Americans shouldn’t be fretting about voter fraud: The Brennan Center for Justice recently released a briefing filled with resources and links to studies showing the rarity of the supposed phenomena; a longer report details an overall documented electoral fraud rate of 0.000009% in 2004-2005; and a Washington Post article titled “Comprehensive investigation of voter impersonation finds 31 credible incidents out of one billion ballots cast” pretty much sums up the fact that it’s a non-issue. So why is voter fraud being talked about so much this election cycle—and why do so many intelligent, well-meaning people seem to believe it’s a real problem?
I liken voter fraud to the famous Hans Christian Andersen fable The Emperor’s New Clothes. In this tale, a vain Emperor hires two smooth-talking weavers who promise to make him the finest suit made out of a fabric that is invisible to anyone unfit for his position or “hopelessly stupid.” Everyone around him—from his closest advisors to the town’s peasants—plays along, as they don’t want to admit to themselves or each other that they’re not intelligent or worthy enough to see the suit. Finally, a child who is too young to abide by society’s pack mentality cries out that the Emperor isn’t actually wearing any clothes—he’s butt naked.
Similarly, voter fraud isn’t real. But people act as if it’s a factual reality because they don’t want to be called out as being stupid or as not being in on the farce. The blind follow the blind, and soon enough, the repeated falsehood becomes so real that you forget that you were only playing along in the first place.
Let’s call our version of the story The Voter’s New Woes. The cabal of reactionary forces known as the American Legislative Exchange Council (ALEC) are the two weavers who make the Emperor his invisible suit. The ALEC is basically a nasty concoction of folk that includes the Republican Party, the alt-right, the Tea Party, and the Chambers of Commerce. It has been around for 45 years and is the backbone of the conservative movement in this country. If you trace back any news story over the past ten years about voter fraud, you’ll eventually run into ALEC.
The weavers’ original story was that the Emperor’s clothes are made of a fabric visible only to the worthy; they just wanted to create a way that allowed them to steal money without doing any work. ALEC’s story is that our elections are being tampered with by fraudulent voters; they want to create a problem that doesn’t exist in order to control the collective hive-mind with as little outside effort as possible. But why are they trying to fool us into subservience in the first place?
The answer has a lot to do with the fact that racial and ethnic minorities, along with queer people and women, are gaining increasing power in the US. With that change comes the possibility of a more progressive, inclusive, and liberated America—maybe even a more socialist America. When those pesky people participate in elections and other civic activities, they start to demand accountability and fairness in our society. They start to ask why so few have so much, and so many have so little. This is bad for ALEC and their corporate backers.
In The Emperor’s New Clothes, it was the weavers’ plan to fool the Emperor into paying for nonexistent clothes in order to get paid for doing nothing, because they were lazy. In The Voter’s New Woes, ALEC is fooling Americans with false claims of voter fraud in order to pass voter-suppression laws, because they don’t want their political opponents—including many people of color and young people—to vote.
For the past 10 years, ALEC has been introducing legislation to restrict voting laws in nearly every state across the US. Many of the bills are “copycat bills” with the exact same language from state to state. These laws include everything from voter-ID laws to shortening early-voting periods. These voter-suppression laws are the real problem that the news media and presidential candidates should be talking about—not voter fraud.
If you are under 40 or over 70, brown or a woman, these folks don’t want you to vote. They don’t want a democracy, because it stands in the way of their profit margin. That’s what’s really behind the myth of voter fraud: money. The only voter fraud being committed on Nov. 8 will be the people turned away at the polls because they forgot their ID at home or don’t have one, and the people who can’t vote because they work all day Tuesday and have no options for early voting.
So on Election Day, make sure you know your state’s ID laws, the times the polls are open, and if there are alternative voting options, like early or absentee. Be the young child in the story who cries out, “The emperor wears no clothes!” by voting, despite ALEC’s efforts to silence us.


What the exercise asks:
Please retype the records below exactly as they appear, leaving out every picture.

[Stored items from a collection]
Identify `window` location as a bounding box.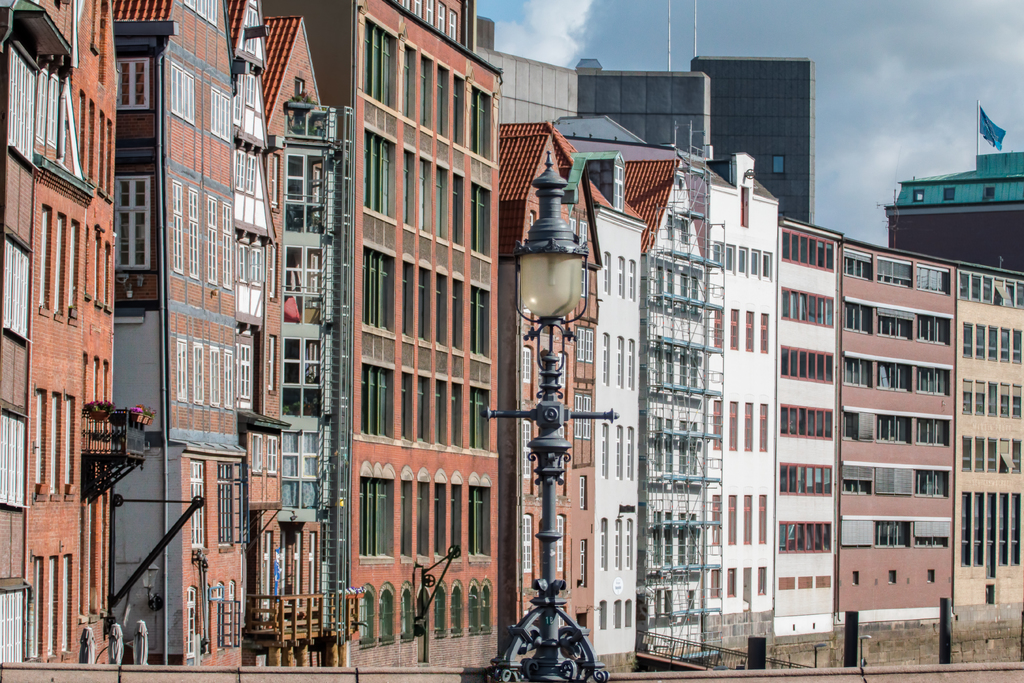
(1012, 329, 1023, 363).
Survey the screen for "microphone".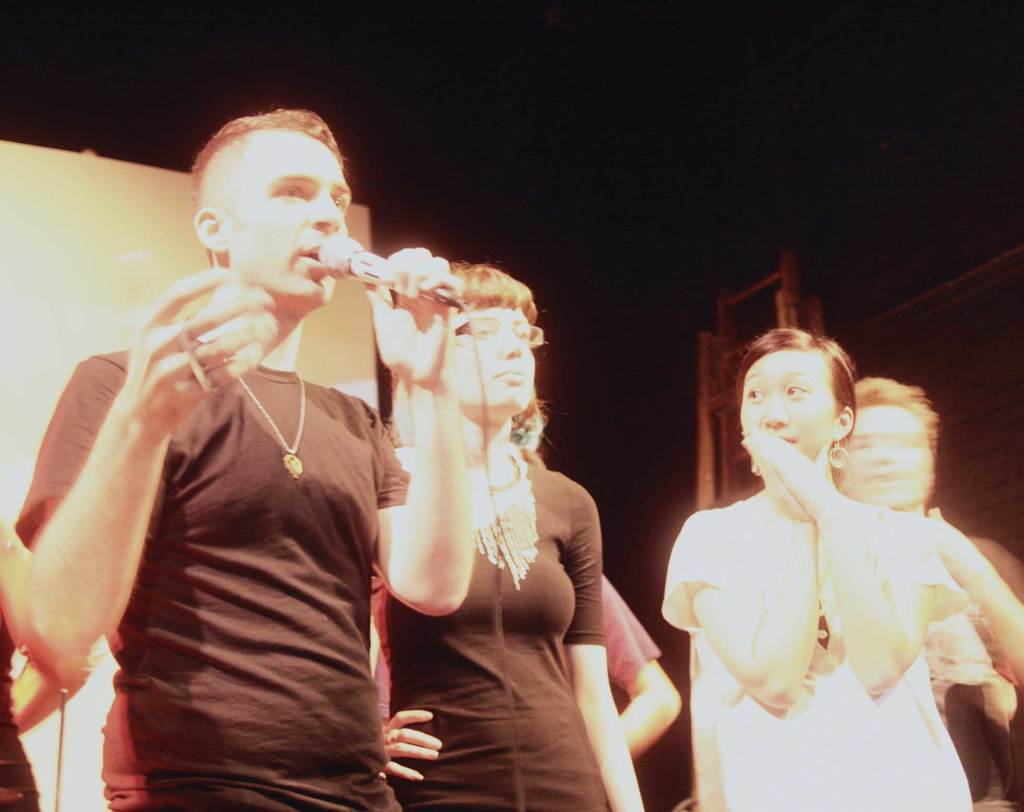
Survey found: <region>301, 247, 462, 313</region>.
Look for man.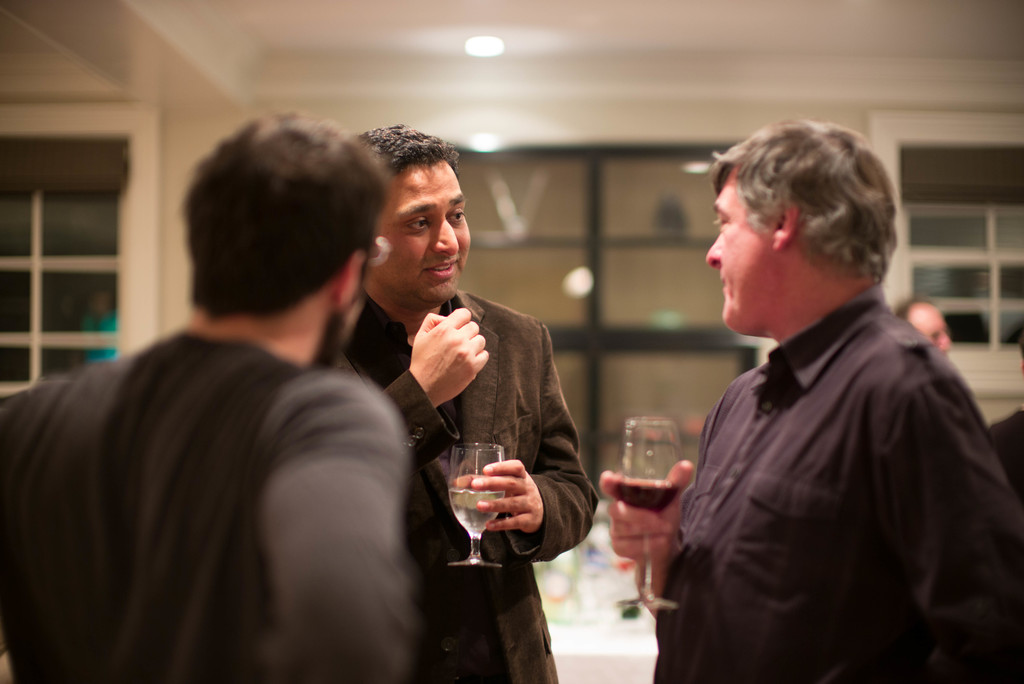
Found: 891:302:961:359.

Reply to the task:
Identify `window` location as a bounding box.
(1012, 329, 1023, 363).
Survey the screen for "microphone".
Survey found: <region>301, 247, 462, 313</region>.
Look for man.
Found: 891:302:961:359.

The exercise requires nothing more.